7. AirBnb just plain creepy...
8. snapchat, Instagram, tinder ... don't you already have facebook?
I would take my predictions with a grain of salt... but I don't really get AI bots? Sure they could work someday just not sure how you get a break out company from it.
AirBnB is at least as useful as Uber if you travel. I've used it for multiple trips in five countries now and always had a good experience - the accommodation is always what was advertised, the user interface is easy to use (especially when in a country with a foreign language), and the pricing has always been competitive. I do have concerns about the impact of it on locals but I'm also not sure that AirBnB is exerting more pressure than many places have always had from other factors (tourist towns always have a balance between tourist prices and locals trying to make a living - more often than not that balance tips in favour of the tourists).

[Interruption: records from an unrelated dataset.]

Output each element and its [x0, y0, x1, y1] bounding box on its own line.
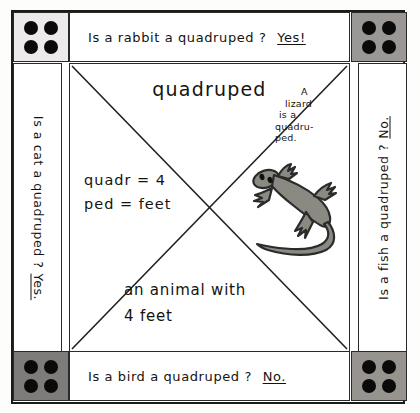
dice-pip: [362, 40, 376, 54]
example-note-line-4: quadru-: [275, 121, 339, 133]
right-question-text: Is a fish a quadruped ? No.: [375, 116, 390, 300]
definition-line-2: 4 feet: [124, 303, 349, 329]
dice-pip: [24, 360, 38, 374]
dice-pip: [362, 360, 376, 374]
dice-pip: [382, 40, 396, 54]
lizard-icon: [248, 162, 350, 274]
top-question-text: Is a rabbit a quadruped ? Yes!: [70, 30, 306, 45]
left-question-text: Is a cat a quadruped ? Yes.: [30, 115, 45, 299]
bottom-question-text: Is a bird a quadruped ? No.: [70, 369, 286, 384]
dice-pip: [44, 21, 58, 35]
corner-dice-top-left: [13, 12, 69, 62]
dice-pip: [24, 379, 38, 393]
right-question-answer: No.: [375, 116, 390, 139]
definition-line-1: an animal with: [124, 277, 349, 303]
dice-pip: [382, 379, 396, 393]
bottom-question-label: Is a bird a quadruped ?: [88, 369, 252, 384]
top-question-label: Is a rabbit a quadruped ?: [88, 30, 266, 45]
example-note-line-2: lizard: [275, 98, 339, 110]
right-question-banner: Is a fish a quadruped ? No.: [358, 63, 407, 352]
right-question-label: Is a fish a quadruped ?: [375, 143, 390, 299]
frayer-model-worksheet: Is a rabbit a quadruped ? Yes! Is a bird…: [0, 0, 420, 413]
dice-pip: [44, 360, 58, 374]
left-question-banner: Is a cat a quadruped ? Yes.: [13, 63, 62, 352]
dice-pip: [362, 21, 376, 35]
word-parts-block: quadr = 4 ped = feet: [84, 168, 171, 216]
dice-pip: [362, 379, 376, 393]
left-question-answer: Yes.: [30, 273, 45, 300]
example-note-line-5: ped.: [275, 132, 339, 144]
corner-dice-bottom-right: [351, 351, 407, 401]
example-note-line-3: is a: [275, 109, 339, 121]
bottom-question-answer: No.: [263, 369, 286, 384]
left-question-label: Is a cat a quadruped ?: [30, 115, 45, 268]
dice-pip: [24, 40, 38, 54]
corner-dice-bottom-left: [13, 351, 69, 401]
top-question-banner: Is a rabbit a quadruped ? Yes!: [69, 12, 350, 62]
corner-dice-top-right: [351, 12, 407, 62]
word-part-line-1: quadr = 4: [84, 168, 171, 192]
dice-pip: [24, 21, 38, 35]
example-note-block: A lizard is a quadru- ped.: [275, 86, 339, 144]
definition-block: an animal with 4 feet: [70, 277, 349, 329]
bottom-question-banner: Is a bird a quadruped ? No.: [69, 351, 350, 401]
dice-pip: [382, 360, 396, 374]
dice-pip: [44, 40, 58, 54]
word-part-line-2: ped = feet: [84, 192, 171, 216]
top-question-answer: Yes!: [277, 30, 306, 45]
center-definition-box: quadruped quadr = 4 ped = feet an animal…: [69, 63, 350, 352]
example-note-line-1: A: [275, 86, 339, 98]
dice-pip: [382, 21, 396, 35]
dice-pip: [44, 379, 58, 393]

It likely varies depending upon the market.
Yes, sure. The bitcoin innovation was solving the duplicate transaction (or spend) problem in a trustless network. In a private blockchain you have trust between the nodes so this innovation does not apply.
> Also did anything similar to blockchain (distributed decentralized information store) exist earlier?

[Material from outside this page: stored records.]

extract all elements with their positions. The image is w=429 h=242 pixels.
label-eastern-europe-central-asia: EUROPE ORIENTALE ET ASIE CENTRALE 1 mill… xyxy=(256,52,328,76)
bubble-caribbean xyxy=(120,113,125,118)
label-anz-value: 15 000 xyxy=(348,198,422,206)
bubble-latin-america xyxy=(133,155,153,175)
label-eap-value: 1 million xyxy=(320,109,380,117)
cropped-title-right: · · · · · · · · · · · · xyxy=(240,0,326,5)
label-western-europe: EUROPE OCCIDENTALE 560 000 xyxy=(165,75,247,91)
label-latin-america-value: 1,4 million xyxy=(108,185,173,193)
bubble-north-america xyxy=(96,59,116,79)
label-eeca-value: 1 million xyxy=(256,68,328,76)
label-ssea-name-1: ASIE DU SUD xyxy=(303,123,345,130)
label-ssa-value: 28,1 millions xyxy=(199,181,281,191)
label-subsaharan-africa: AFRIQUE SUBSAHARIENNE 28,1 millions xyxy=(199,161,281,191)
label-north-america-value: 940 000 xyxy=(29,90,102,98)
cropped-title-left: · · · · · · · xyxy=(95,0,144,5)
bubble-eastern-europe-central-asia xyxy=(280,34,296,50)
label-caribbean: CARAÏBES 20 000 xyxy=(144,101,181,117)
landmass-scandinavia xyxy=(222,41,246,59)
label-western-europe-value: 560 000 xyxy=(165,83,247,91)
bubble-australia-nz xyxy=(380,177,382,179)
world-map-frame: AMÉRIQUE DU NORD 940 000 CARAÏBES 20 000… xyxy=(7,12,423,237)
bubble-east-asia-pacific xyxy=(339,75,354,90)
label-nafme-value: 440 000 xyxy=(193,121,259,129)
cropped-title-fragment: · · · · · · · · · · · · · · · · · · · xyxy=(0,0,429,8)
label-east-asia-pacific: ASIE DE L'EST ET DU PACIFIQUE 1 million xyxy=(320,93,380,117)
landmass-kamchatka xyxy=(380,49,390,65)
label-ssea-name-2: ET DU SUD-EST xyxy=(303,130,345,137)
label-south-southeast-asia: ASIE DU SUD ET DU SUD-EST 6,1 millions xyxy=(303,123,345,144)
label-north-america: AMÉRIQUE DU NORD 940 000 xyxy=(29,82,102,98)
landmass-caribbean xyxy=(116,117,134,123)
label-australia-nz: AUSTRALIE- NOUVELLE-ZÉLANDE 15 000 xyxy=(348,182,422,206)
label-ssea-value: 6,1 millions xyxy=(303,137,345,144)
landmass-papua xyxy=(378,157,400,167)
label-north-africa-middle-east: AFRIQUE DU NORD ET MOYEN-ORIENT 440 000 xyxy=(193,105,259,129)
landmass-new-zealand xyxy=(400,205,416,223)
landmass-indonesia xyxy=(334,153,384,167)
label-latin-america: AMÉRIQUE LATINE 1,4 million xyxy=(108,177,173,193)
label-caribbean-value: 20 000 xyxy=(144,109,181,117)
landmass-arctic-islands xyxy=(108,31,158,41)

Yes, databases supported this configuration before and the idea of smart contracts predates Bitcoin. Also, there are a lot of articles before Bitcoin about secure transaction logs.
One word: NEST! The NEST (or Ecobee, smart HVAC etc) is eventually going to be in every house in 5+ years.
Lightbulbs, refrigerators, smart watches, CAMERAS! alarm systems, or even frameworks (Zwave etc) - (some more than others) are all taking off at a very fast pace.
Also, the way they are implementing all of these things seem brute force, crude, and bulky. The house is a finite space filled with a specific set of things. Linking them all together (and to a central control) and having them all work together automatically seems like a very straightforward thing. So much so that many hobbyist Engineers already have their home systems working that way (and in a much more elegant and scalable way than the crap being pushed).
The only thing I'm really excited about are the LED light bulbs. Not the wireless control and programmable nature of them (though that's cool), but the range of color temperatures and intensities they make available and then the fact that they can programmatically be controlled/changed/accessed.
That is, it's cool to me to be able to buy a light bulb, then be able to link it with a clock and light sensor, then have it automatically adjust the intensity and color temperature of its output throughout the day as necessary.
But then LED light bulbs (programmable in that way, even) have been around for years.